Farihah Zaman is a Brooklyn-based journalist, producer, and programmer. Her diverse background in the film industry includes programming and serving on the Advisory Board of the Film South Asia documentary film festival, working as the Acquisitions Manager at Magnolia Pictures, and working as the Program Manager of The Flaherty, organizing their historic, contentious annual film seminar and launching a monthly screening series at Anthology Film Archives. She is currently a staff writer at the film journal Reverse Shot, blogs for the Huffington Post, and has produced such projects as the trailer for the 2010 New York Film Festival. Her first feature film is Remote Area Medical and this was followed by the short Kombit (2014 Sundance Film Festival) and second feature This Time Next Year (2014 Tribeca Film Festival).

Jeff Reichert’s first feature film, Gerrymandering, premiered at the 2010 Tribeca Film Festival where it was named one of the best of the festival by New York Magazine. His second feature film, Remote Area Medical, had its world premiere at the 2013 Full Frame Documentary Film Festival and has won numerous awards and screened at festivals across the U.S. It is slated for theatrical release in Fall of 2014. His short, Kombit premiered at the 2014 Sundance Film Festival, and he recently premiered his third feature, This Time Next Year at the 2014 Tribeca Film Festival. He is the co-editor of the popular online journal Reverse Shot.

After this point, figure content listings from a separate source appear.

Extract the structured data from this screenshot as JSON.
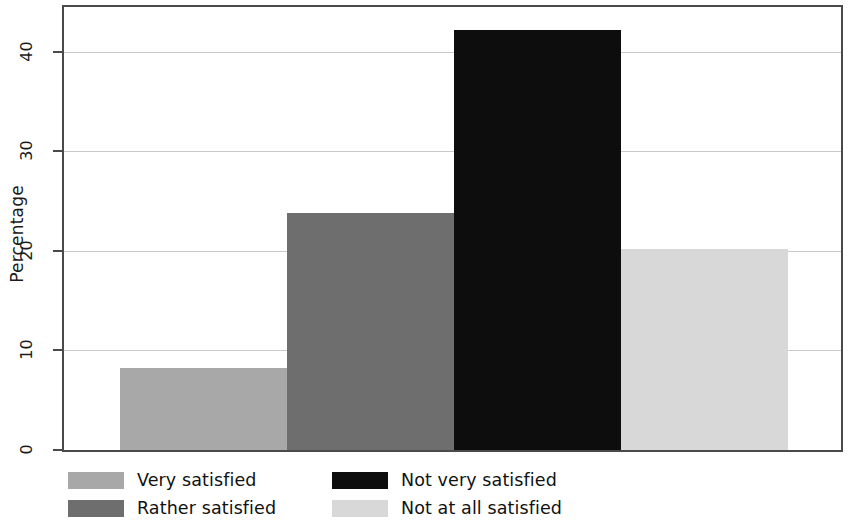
{
  "chart_data": {
    "type": "bar",
    "title": "",
    "subtitle": "",
    "xlabel": "",
    "ylabel": "Percentage",
    "ylim": [
      0,
      44.5
    ],
    "yticks": [
      0,
      10,
      20,
      30,
      40
    ],
    "ytick_labels": [
      "0",
      "10",
      "20",
      "30",
      "40"
    ],
    "grid": true,
    "grid_axis": "y",
    "legend_position": "bottom",
    "legend_columns": 2,
    "categories": [
      "Very satisfied",
      "Rather satisfied",
      "Not very satisfied",
      "Not at all satisfied"
    ],
    "values": [
      8.2,
      23.8,
      42.2,
      20.2
    ],
    "bar_colors": [
      "#a8a8a8",
      "#6e6e6e",
      "#0d0d0d",
      "#d8d8d8"
    ],
    "series": [
      {
        "name": "Percentage",
        "values": [
          8.2,
          23.8,
          42.2,
          20.2
        ]
      }
    ]
  },
  "axes": {
    "y_title": "Percentage",
    "ticks": [
      {
        "label": "40",
        "value": 40
      },
      {
        "label": "30",
        "value": 30
      },
      {
        "label": "20",
        "value": 20
      },
      {
        "label": "10",
        "value": 10
      },
      {
        "label": "0",
        "value": 0
      }
    ]
  },
  "bars": [
    {
      "label": "Very satisfied",
      "value": 8.2,
      "color": "#a8a8a8"
    },
    {
      "label": "Rather satisfied",
      "value": 23.8,
      "color": "#6e6e6e"
    },
    {
      "label": "Not very satisfied",
      "value": 42.2,
      "color": "#0d0d0d"
    },
    {
      "label": "Not at all satisfied",
      "value": 20.2,
      "color": "#d8d8d8"
    }
  ],
  "legend": {
    "items": [
      {
        "label": "Very satisfied",
        "color": "#a8a8a8"
      },
      {
        "label": "Rather satisfied",
        "color": "#6e6e6e"
      },
      {
        "label": "Not very satisfied",
        "color": "#0d0d0d"
      },
      {
        "label": "Not at all satisfied",
        "color": "#d8d8d8"
      }
    ]
  }
}
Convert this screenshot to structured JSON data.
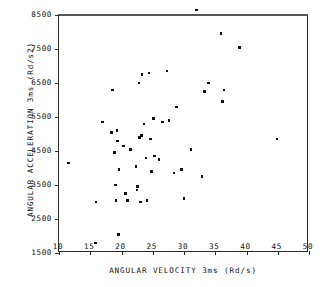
{
  "chart_data": {
    "type": "scatter",
    "title": "",
    "xlabel": "ANGULAR VELOCITY 3ms  (Rd/s)",
    "ylabel": "ANGULAR ACCELERATION 3ms  (Rd/s2)",
    "xlim": [
      10,
      50
    ],
    "ylim": [
      1500,
      8500
    ],
    "xticks": [
      10,
      15,
      20,
      25,
      30,
      35,
      40,
      45,
      50
    ],
    "yticks": [
      1500,
      2500,
      3500,
      4500,
      5500,
      6500,
      7500,
      8500
    ],
    "xtick_labels": [
      "10",
      "15",
      "20",
      "25",
      "30",
      "35",
      "40",
      "45",
      "50"
    ],
    "ytick_labels": [
      "1500",
      "2500",
      "3500",
      "4500",
      "5500",
      "6500",
      "7500",
      "8500"
    ],
    "grid": false,
    "legend": null,
    "marker": "square-dot",
    "marker_color": "#111111",
    "frame_color": "#2a2a2a",
    "background": "#ffffff",
    "n_points": 59,
    "points": [
      {
        "x": 11.5,
        "y": 4150
      },
      {
        "x": 15.8,
        "y": 1800
      },
      {
        "x": 15.9,
        "y": 3000
      },
      {
        "x": 17.0,
        "y": 5350
      },
      {
        "x": 18.4,
        "y": 5050
      },
      {
        "x": 18.6,
        "y": 6300
      },
      {
        "x": 18.9,
        "y": 4450
      },
      {
        "x": 19.0,
        "y": 3500
      },
      {
        "x": 19.1,
        "y": 3050
      },
      {
        "x": 19.3,
        "y": 5100
      },
      {
        "x": 19.4,
        "y": 4800
      },
      {
        "x": 19.5,
        "y": 2050
      },
      {
        "x": 19.6,
        "y": 3950
      },
      {
        "x": 20.3,
        "y": 4650
      },
      {
        "x": 20.6,
        "y": 3250
      },
      {
        "x": 21.0,
        "y": 3050
      },
      {
        "x": 21.4,
        "y": 4550
      },
      {
        "x": 22.3,
        "y": 4050
      },
      {
        "x": 22.5,
        "y": 3350
      },
      {
        "x": 22.6,
        "y": 3450
      },
      {
        "x": 22.8,
        "y": 6500
      },
      {
        "x": 22.9,
        "y": 4900
      },
      {
        "x": 23.0,
        "y": 3000
      },
      {
        "x": 23.2,
        "y": 4950
      },
      {
        "x": 23.3,
        "y": 6750
      },
      {
        "x": 23.6,
        "y": 5300
      },
      {
        "x": 23.9,
        "y": 4300
      },
      {
        "x": 24.1,
        "y": 3050
      },
      {
        "x": 24.4,
        "y": 6800
      },
      {
        "x": 24.6,
        "y": 4850
      },
      {
        "x": 24.8,
        "y": 3900
      },
      {
        "x": 25.1,
        "y": 5450
      },
      {
        "x": 25.3,
        "y": 4350
      },
      {
        "x": 26.0,
        "y": 4250
      },
      {
        "x": 26.6,
        "y": 5350
      },
      {
        "x": 27.3,
        "y": 6850
      },
      {
        "x": 27.6,
        "y": 5400
      },
      {
        "x": 28.4,
        "y": 3850
      },
      {
        "x": 28.8,
        "y": 5800
      },
      {
        "x": 29.6,
        "y": 3950
      },
      {
        "x": 30.0,
        "y": 3100
      },
      {
        "x": 31.1,
        "y": 4550
      },
      {
        "x": 32.0,
        "y": 8650
      },
      {
        "x": 32.9,
        "y": 3750
      },
      {
        "x": 33.3,
        "y": 6250
      },
      {
        "x": 33.9,
        "y": 6500
      },
      {
        "x": 35.9,
        "y": 7950
      },
      {
        "x": 36.2,
        "y": 5950
      },
      {
        "x": 36.4,
        "y": 6300
      },
      {
        "x": 38.9,
        "y": 7550
      },
      {
        "x": 44.9,
        "y": 4850
      }
    ]
  }
}
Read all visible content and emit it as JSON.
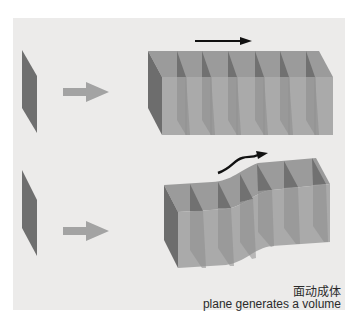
{
  "diagram": {
    "title_zh": "面动成体",
    "title_en": "plane generates a volume",
    "colors": {
      "background": "#ecebea",
      "plane": "#6f6f6f",
      "arrow": "#a3a3a3",
      "volume_face": "#a9a9a9",
      "volume_top": "#9a9a9a",
      "volume_side": "#6d6d6d",
      "motion_arrow": "#111111"
    },
    "rows": [
      {
        "label": "straight translation",
        "source": "plane",
        "operation": "arrow",
        "result": "rectangular prism",
        "motion": "straight arrow"
      },
      {
        "label": "curved translation",
        "source": "plane",
        "operation": "arrow",
        "result": "wavy volume",
        "motion": "curved arrow"
      }
    ]
  }
}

During the U.S. debate about healthcare reform, the media—reporters and news crews and filmmakers—failed to put a human face on what it means to not have access to healthcare. Remote Area Medical fills that gap—it is a film about people, not policy. Focusing on a single three-day clinic held in the Bristol Motor Speedway in Tennessee, Remote Area Medical affords us an insider’s perspective on the ebb and flow of the event—from the tense 3:30 a.m. ticket distribution that determines who gets seen to the routine check-ups that take dramatic turns for the worse, to the risky means to which some patients resort for pain relief. We meet a doctor who also drives an 18-wheeler, a denture maker who moonlights as a jeweler, and the organization’s founder, Stan Brock, who first imagined Remote Area Medical while living as a cowboy in the Amazon rainforest, hundreds of miles from the nearest doctor. But it is the extraordinary stories of the patients, desperate for medical attention, that create a lasting impression about the state of modern health care in America.